Dispatches
Central America Expedition 2010: Day 13 – AsoFenix, Nicaragua
March 29, 2010
We rose bright and early for our trip into rural Nicaragua with AsoFenix. Seth and Sarah Hays, volunteers on a three-year assignment with AsoFenix through the Mennonite Central Committee, picked us up at the AsoFenix office together with the organization’s founder and director Jaime Muñoz, and off we went into the countryside northeast of Managua. After about an hour and a half we stopped for a breakfast of eggs, rice, beans, tortillas, and extremely salty cheese at a café in the central park of Teustepe, the town where Seth and Sarah live. As we were eating Jaime explained how AsoFenix grew out of his realization that there was a need to develop renewable energy in the Nicaraguan countryside and practically apply the results of academic research to local communities. From this initial goal has come a broader focus of helping rural families improve their quality of life through renewable energy and associated projects to address other issues.
AsoFenix’s first project was a solar-powered pumping system that brings potable water to the community of Candelaria, which we would be visiting the following day. First, however, we were headed to Malacatoya, another rural community where AsoFenix had set up a hydropower turbine to generate electricity for families who previously had had none.
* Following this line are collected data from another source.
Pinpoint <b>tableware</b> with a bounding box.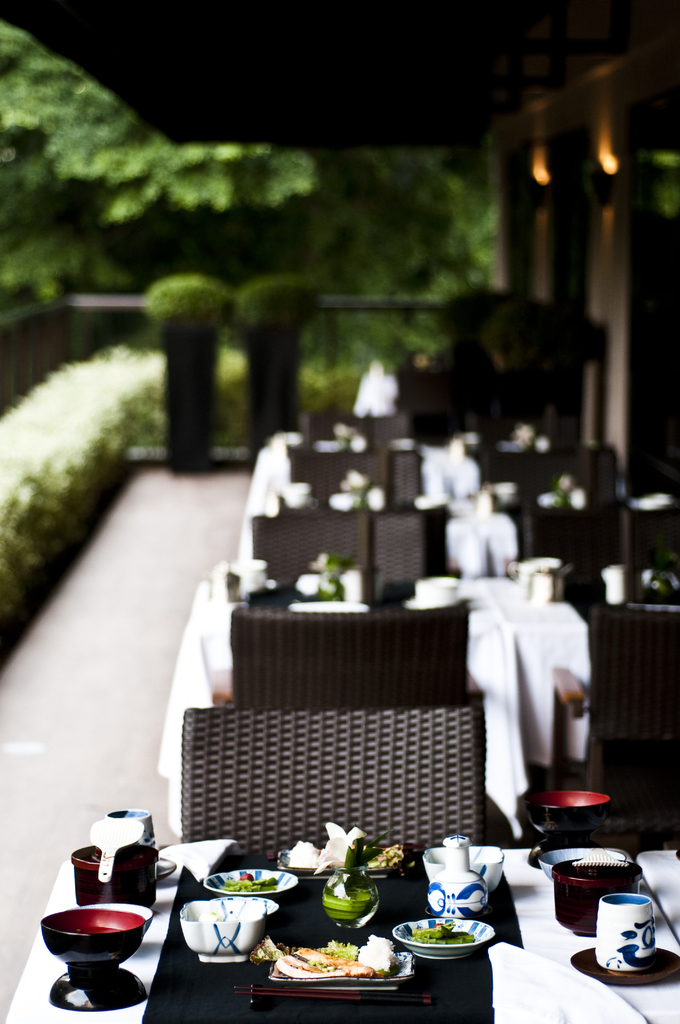
Rect(552, 856, 641, 938).
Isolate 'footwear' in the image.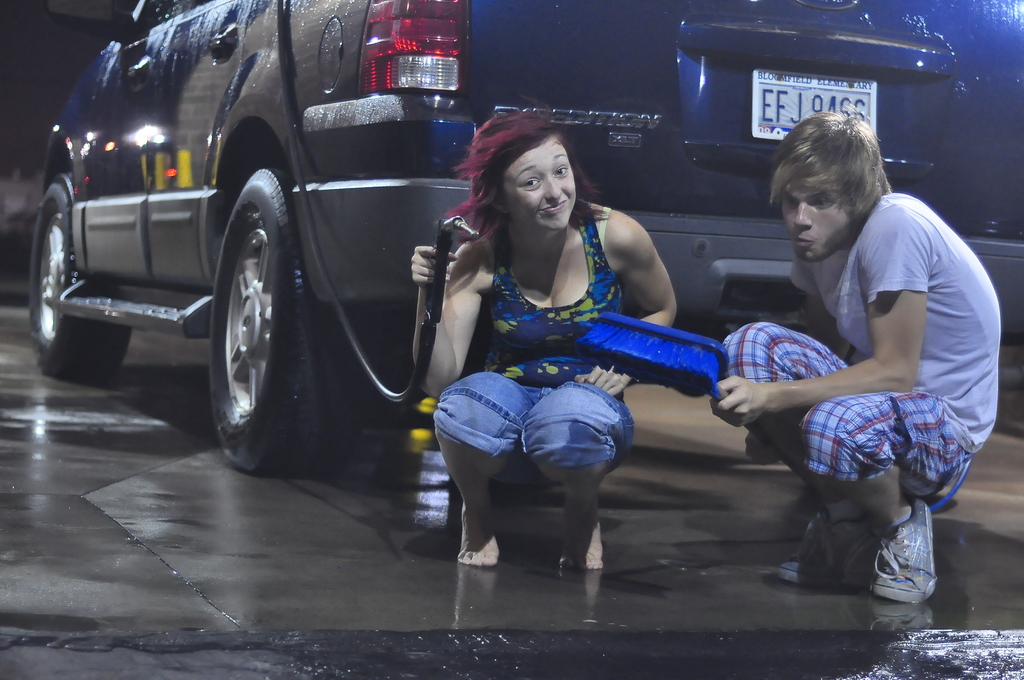
Isolated region: {"x1": 876, "y1": 495, "x2": 935, "y2": 601}.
Another couple of hours past Teustepe we parked at the base of a dirt track that led up a hill and past some of the houses of the far-flung community.
Together with Pablo Bravo, a local resident trained as a technician for the turbine, and Orlando Castellón, the coordinator of the local committee which oversees the project, we trekked up the hill, though the fields, and down some very steep and rocky paths, before finally crossing a river to the small building that housed the turbine. Pablo and Jaime explained how the turbine works: water enters and fills the small cups on the wheel; the weight of the water in the cups spins the wheel, generating electricity. The turbine generates approximately nine kilowatts per day, which is more than enough to supply the 29 households of the community with electricity. The electricity is mostly used for lighting homes, although some of it is used on coffee plantations.
On our way back to the van we stopped in at Pablo’s house, where we interviewed his wife, Irma Martín. She told us that life is much better now that she has electricity. Before, she couldn’t work except during daylight hours, and her house was always full of smoke from burning gas. Now, she said, it’s much easier to keep her home clean. Also, her children are now able to do their homework at night. Before electricity, they had to use a candle and couldn’t both study at the same time. Nicaragua is the second-poorest country in the Western Hemisphere, after Haiti, and hearing Irma speak about the difference electricity has made in her life was a profound reminder of the importance of things those of us from wealthier countries take for granted.